Sunday, November 20, 2011

Why Chancellor Katehi Must Resign - UPDATE


Linda P.B. Katehi, 2010
UC Davis Chancellor Linda Katehi is quoted as saying she takes "full responsibility for the incident" this past Friday where dozens of students were injured, requiring hospitalization in some cases, as a result of excessive force by the campus' private police force.

Either she knew what was going on or she didn't.  If she knew, that means she approved of the tactics.  Any school administrator that knowingly places her students in physical jeopardy has no business in a position of authority.  If she didn't know, that means she simply is not in control of her employees - men and women who wear a badge and uniform and police the campus under her jurisdiction.

In either case, she should resign.

Ms. Katehi vows to set up a task force to investigate what happened. We pretty much know what happened already - the recounts are numerous, consistent, and on video all over the Internet. Allowing the Chancellor to 'investigate' makes as much sense as asking Dick Cheney to investigate who authorized Scooter Libby to release the identity of a covert CIA agent.

Perhaps Katehi should take note of the law in California and rethink what she has condoned or at least sanctioned in ignorance:

However, the state of California does have a few rules and regulations regarding the use of pepper spray. It is absolutely legal to carry pepper spray and use it to protect your personal safety without having any special state or federal permits. CA laws do regulate the size and/or weight of the defense spray products you can carry and buy. The legal container size must be equal to or below 2.5 ounces of active product. There are many pepper spray items and models that comply with this state set standard.

The pepper spray carried, shipped, sold or used in California should also be labeled with a warning stating that the product is only intended for self-defense. In general, most state laws (California included) enforce that pepper spray should only be used in self defense situations where you fear your life or safety is in danger. Illegal use of pepper spray products (perhaps dispensing them out of anger or as non self defense violence against another person) can bring fines of $1000 and up and/or three years in prison.

California: Weight restricted to 2.5 ounces (about 70 grams).

Granted, the UC Davis paramilitary force may have obtained special permits, but given the restrictions on its normal commercial use, I seriously doubt what we witnessed (video) constitutes lawful use in California.

Prior to being sprayed three times over with a canister containing a lot more than 2.5 ounces of OC,
students sit with arms linked and heads bowed, never threatening the campus police.
If the victims of the pepper spraying go to court, they should revisit the precedent set by protesters who won their case against Northern California police, charging that the pepper spray applied directly to their eyes with a cotton swab did not meet the 'reasonable force under the circumstances' requirement.  I venture the same could definitely be said about the repeated, point-blank pepper spraying of students who were simply seated on the ground with arms linked.



UPDATE: According to NewsLALate.com, several of the students who were injured in the pepper-spray incident are planning to file lawsuits and have already been in contact with civil rights attorneys.  (h/t Zane1, comment at Politicalgates)

Monday, November 14, 2011

Is it Time for Champagne?

Champagne-Ardenne Pictures
This photo of Champagne-Ardenne is courtesy of TripAdvisor

Ever since I concluded who and what Sarah Palin is, somewhere around September-October 2008, I tried to make sure that I shared that information with anyone who might listen.  I became an avid consumer of the former half-term governor's public history and an anthropologist digging through her not-so-public life, blogging about what I discovered.  No Alaska paper or news outlet escaped being scoured, or quoted when relevant.  Many people across the US and the world explored the mystery and mystique of the "hottest governor of the coldest state." I absorbed what they had to say and learned all I could from them. Pro- and anti-Palin sites alike did not escape my scrutiny.  I came to know, with a certainty that grew daily, that the superficial second-place beauty queen should never, ever get elected to a national political office.

My computer's hard disk holds nearly a thousand images, hundreds of documents and stored Web pages, and several dozen video clips that record my passage through the Palin family's grifting trail out of Wasilla and back again. I have no intention of deleting any of it, at least not yet. But with Mrs. Todd Palin's announcement that she would not seek the Republican nomination for US President, and the abrupt media silence surrounding her subsequent travels and events, can we finally put her behind us? Is it over, is it time to break out the champagne?

You know those scenes at the end of scary movies, when the monster lays defeated? Just when you think you can celebrate, up rises a gnarled, bloody claw-like hand making a final attempt to claim one more victim. I keep looking over my shoulder, hardly willing to believe that it is truly and well over. Perhaps it's because the nasty and indisputable truth about her fake pregnancy has yet to be laid bare. As a woman and mother, this to me was her most egregious deception. I was and still am convinced that should this hoax be exposed, she would never again have a shot at any office of power in government.  Finis. The end.

I would like to uncork a bottle of bubbly and share the spirit with all of you—I'm just afraid of calling it too soon.  Besides, it would feel better to toast her going out with a bang rather than a whimper.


**WHAT YOU HAVE TO DO**: Omitting the images, transcribe the records below exactly as they stand.

**MATERIAL FOR THIS TASK**:
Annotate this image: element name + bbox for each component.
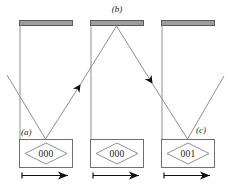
outgoing-ray-a [46, 85, 81, 139]
panel-b: (b) 000 [80, 4, 152, 179]
counter-value-a: 000 [38, 149, 53, 159]
incoming-ray-c [152, 83, 188, 139]
mirror-bar-icon-a [20, 21, 73, 26]
panel-label-c: (c) [196, 125, 206, 135]
ray-diagram-svg: (a) 000 (b) 000 [0, 0, 235, 190]
mirror-bar-icon-c [162, 21, 215, 26]
counter-value-c: 001 [180, 149, 195, 159]
figure-container: (a) 000 (b) 000 [0, 0, 235, 190]
panel-c: (c) 001 [152, 21, 224, 179]
reflected-ray-b [117, 26, 153, 83]
counter-value-b: 000 [109, 149, 124, 159]
ray-to-mirror-b [80, 26, 117, 85]
panel-label-b: (b) [112, 4, 123, 14]
mirror-bar-icon-b [91, 21, 144, 26]
panel-a: (a) 000 [7, 21, 80, 179]
panel-label-a: (a) [21, 127, 32, 137]
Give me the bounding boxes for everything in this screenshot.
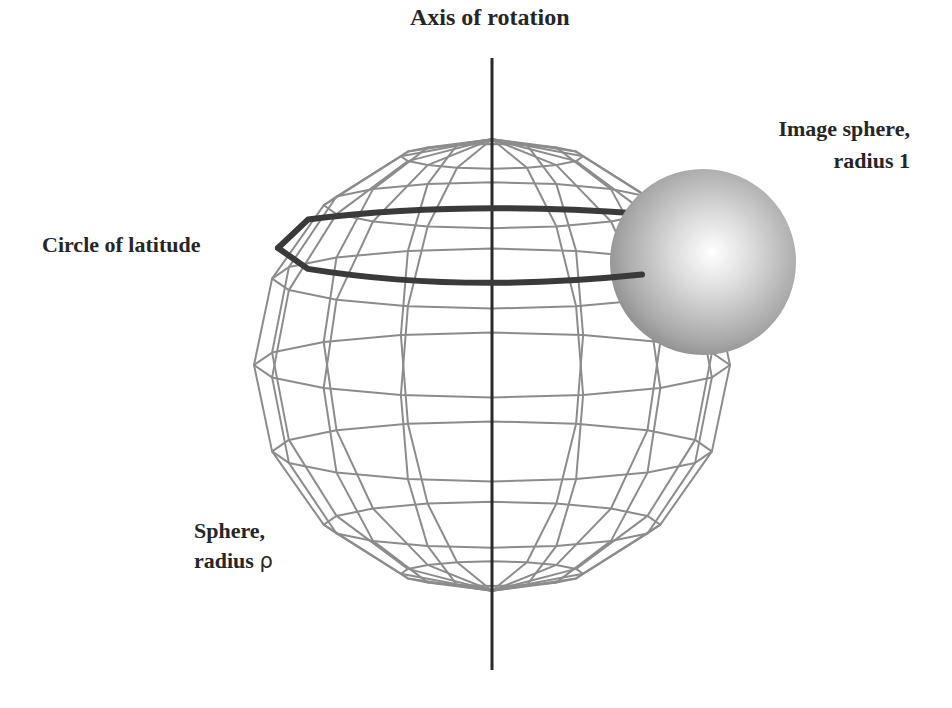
image-sphere-label: Image sphere, radius 1 xyxy=(720,116,910,174)
sphere-label: Sphere, radius ρ xyxy=(194,518,273,574)
figure-canvas xyxy=(0,0,952,708)
sphere-label-line2: radius ρ xyxy=(194,548,273,574)
sphere-radius-text: radius xyxy=(194,548,254,573)
image-sphere-label-line2: radius 1 xyxy=(720,148,910,174)
image-sphere-label-line1: Image sphere, xyxy=(720,116,910,142)
image-sphere xyxy=(610,169,796,355)
axis-of-rotation-label: Axis of rotation xyxy=(410,4,570,30)
rho-symbol: ρ xyxy=(259,549,272,573)
diagram: Axis of rotation Image sphere, radius 1 … xyxy=(0,0,952,708)
circle-of-latitude-label: Circle of latitude xyxy=(42,232,200,258)
sphere-label-line1: Sphere, xyxy=(194,518,273,544)
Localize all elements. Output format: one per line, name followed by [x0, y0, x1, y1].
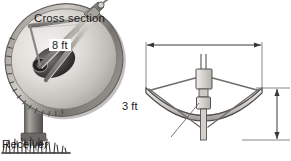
- width-dimension-line: [147, 42, 261, 47]
- cross-section-title: Cross section: [34, 12, 105, 24]
- receiver-assembly: [196, 54, 212, 140]
- figure-satellite-dish-cross-section: Cross section 8 ft 3 ft Receiver: [0, 0, 291, 161]
- cross-section-diagram: [138, 0, 291, 161]
- width-dimension-label: 8 ft: [49, 39, 71, 51]
- satellite-dish-photo: [0, 0, 140, 161]
- receiver-mast: [201, 109, 207, 140]
- feed-housing-upper: [196, 69, 212, 89]
- depth-dimension-label: 3 ft: [120, 100, 140, 112]
- depth-dimension-line: [274, 89, 279, 139]
- receiver-label: Receiver: [2, 138, 48, 150]
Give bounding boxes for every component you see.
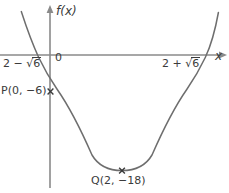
radicand-right: 6 (191, 57, 200, 69)
point-q-label: Q(2, −18) (91, 175, 145, 186)
parabola-graph-figure: f(x) x 0 2 − √6 2 + √6 P(0, −6) Q(2, −18… (0, 0, 229, 193)
x-intercept-right-label: 2 + √6 (162, 57, 200, 69)
radicand-left: 6 (32, 57, 41, 69)
sqrt-icon-left: √6 (26, 57, 41, 69)
x-intercept-left-prefix: 2 − (3, 57, 26, 70)
y-axis-label: f(x) (56, 5, 77, 17)
origin-label: 0 (55, 52, 62, 63)
x-intercept-right-prefix: 2 + (162, 57, 185, 70)
radical-sign: √ (185, 58, 192, 69)
x-axis-label: x (215, 50, 222, 62)
y-axis-arrow-icon (47, 5, 54, 13)
sqrt-icon-right: √6 (185, 57, 200, 69)
x-intercept-left-label: 2 − √6 (3, 57, 41, 69)
point-p-label: P(0, −6) (1, 85, 46, 96)
radical-sign: √ (26, 58, 33, 69)
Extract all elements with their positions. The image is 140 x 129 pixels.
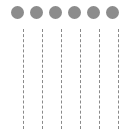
node-circle-2 <box>30 6 43 19</box>
node-circle-5 <box>87 6 100 19</box>
dashed-lifeline-2 <box>42 29 43 129</box>
node-circle-6 <box>106 6 119 19</box>
node-circle-1 <box>11 6 24 19</box>
dashed-lifeline-5 <box>99 29 100 129</box>
dashed-lifeline-1 <box>23 29 24 129</box>
dashed-lifeline-4 <box>80 29 81 129</box>
dashed-lifeline-3 <box>61 29 62 129</box>
dashed-lifeline-6 <box>118 29 119 129</box>
node-circle-4 <box>68 6 81 19</box>
node-circle-3 <box>49 6 62 19</box>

**WORKED SOLUTION**:
Annotate this image: element name + bbox for each component.
outgoing-ray-a [46, 85, 81, 139]
panel-b: (b) 000 [80, 4, 152, 179]
counter-value-a: 000 [38, 149, 53, 159]
incoming-ray-c [152, 83, 188, 139]
mirror-bar-icon-a [20, 21, 73, 26]
panel-label-c: (c) [196, 125, 206, 135]
ray-diagram-svg: (a) 000 (b) 000 [0, 0, 235, 190]
mirror-bar-icon-c [162, 21, 215, 26]
counter-value-c: 001 [180, 149, 195, 159]
figure-container: (a) 000 (b) 000 [0, 0, 235, 190]
panel-c: (c) 001 [152, 21, 224, 179]
reflected-ray-b [117, 26, 153, 83]
counter-value-b: 000 [109, 149, 124, 159]
ray-to-mirror-b [80, 26, 117, 85]
panel-label-b: (b) [112, 4, 123, 14]
mirror-bar-icon-b [91, 21, 144, 26]
panel-a: (a) 000 [7, 21, 80, 179]
panel-label-a: (a) [21, 127, 32, 137]
Give me the bounding boxes for everything in this screenshot.
image-sphere-label: Image sphere, radius 1 xyxy=(720,116,910,174)
sphere-label: Sphere, radius ρ xyxy=(194,518,273,574)
figure-canvas xyxy=(0,0,952,708)
sphere-label-line2: radius ρ xyxy=(194,548,273,574)
sphere-radius-text: radius xyxy=(194,548,254,573)
image-sphere-label-line2: radius 1 xyxy=(720,148,910,174)
image-sphere-label-line1: Image sphere, xyxy=(720,116,910,142)
image-sphere xyxy=(610,169,796,355)
axis-of-rotation-label: Axis of rotation xyxy=(410,4,570,30)
rho-symbol: ρ xyxy=(259,549,272,573)
diagram: Axis of rotation Image sphere, radius 1 … xyxy=(0,0,952,708)
circle-of-latitude-label: Circle of latitude xyxy=(42,232,200,258)
sphere-label-line1: Sphere, xyxy=(194,518,273,544)
Localize all elements. Output format: one per line, name followed by [x0, y0, x1, y1].
- width-dimension-line: [147, 42, 261, 47]
- cross-section-title: Cross section: [34, 12, 105, 24]
- receiver-assembly: [196, 54, 212, 140]
- figure-satellite-dish-cross-section: Cross section 8 ft 3 ft Receiver: [0, 0, 291, 161]
- cross-section-diagram: [138, 0, 291, 161]
- width-dimension-label: 8 ft: [49, 39, 71, 51]
- satellite-dish-photo: [0, 0, 140, 161]
- receiver-mast: [201, 109, 207, 140]
- feed-housing-upper: [196, 69, 212, 89]
- depth-dimension-label: 3 ft: [120, 100, 140, 112]
- depth-dimension-line: [274, 89, 279, 139]
- receiver-label: Receiver: [2, 138, 48, 150]
Give bounding boxes for every component you see.
radicand-right: 6 (191, 57, 200, 69)
point-q-label: Q(2, −18) (91, 175, 145, 186)
parabola-graph-figure: f(x) x 0 2 − √6 2 + √6 P(0, −6) Q(2, −18… (0, 0, 229, 193)
x-intercept-right-label: 2 + √6 (162, 57, 200, 69)
radicand-left: 6 (32, 57, 41, 69)
sqrt-icon-left: √6 (26, 57, 41, 69)
x-intercept-left-prefix: 2 − (3, 57, 26, 70)
y-axis-label: f(x) (56, 5, 77, 17)
origin-label: 0 (55, 52, 62, 63)
x-intercept-right-prefix: 2 + (162, 57, 185, 70)
radical-sign: √ (185, 58, 192, 69)
x-axis-label: x (215, 50, 222, 62)
y-axis-arrow-icon (47, 5, 54, 13)
sqrt-icon-right: √6 (185, 57, 200, 69)
x-intercept-left-label: 2 − √6 (3, 57, 41, 69)
point-p-label: P(0, −6) (1, 85, 46, 96)
radical-sign: √ (26, 58, 33, 69)
Extract all elements with their positions. The image is 140 x 129 pixels.
node-circle-2 <box>30 6 43 19</box>
node-circle-5 <box>87 6 100 19</box>
dashed-lifeline-2 <box>42 29 43 129</box>
node-circle-6 <box>106 6 119 19</box>
node-circle-1 <box>11 6 24 19</box>
dashed-lifeline-5 <box>99 29 100 129</box>
dashed-lifeline-1 <box>23 29 24 129</box>
dashed-lifeline-4 <box>80 29 81 129</box>
dashed-lifeline-3 <box>61 29 62 129</box>
dashed-lifeline-6 <box>118 29 119 129</box>
node-circle-4 <box>68 6 81 19</box>
node-circle-3 <box>49 6 62 19</box>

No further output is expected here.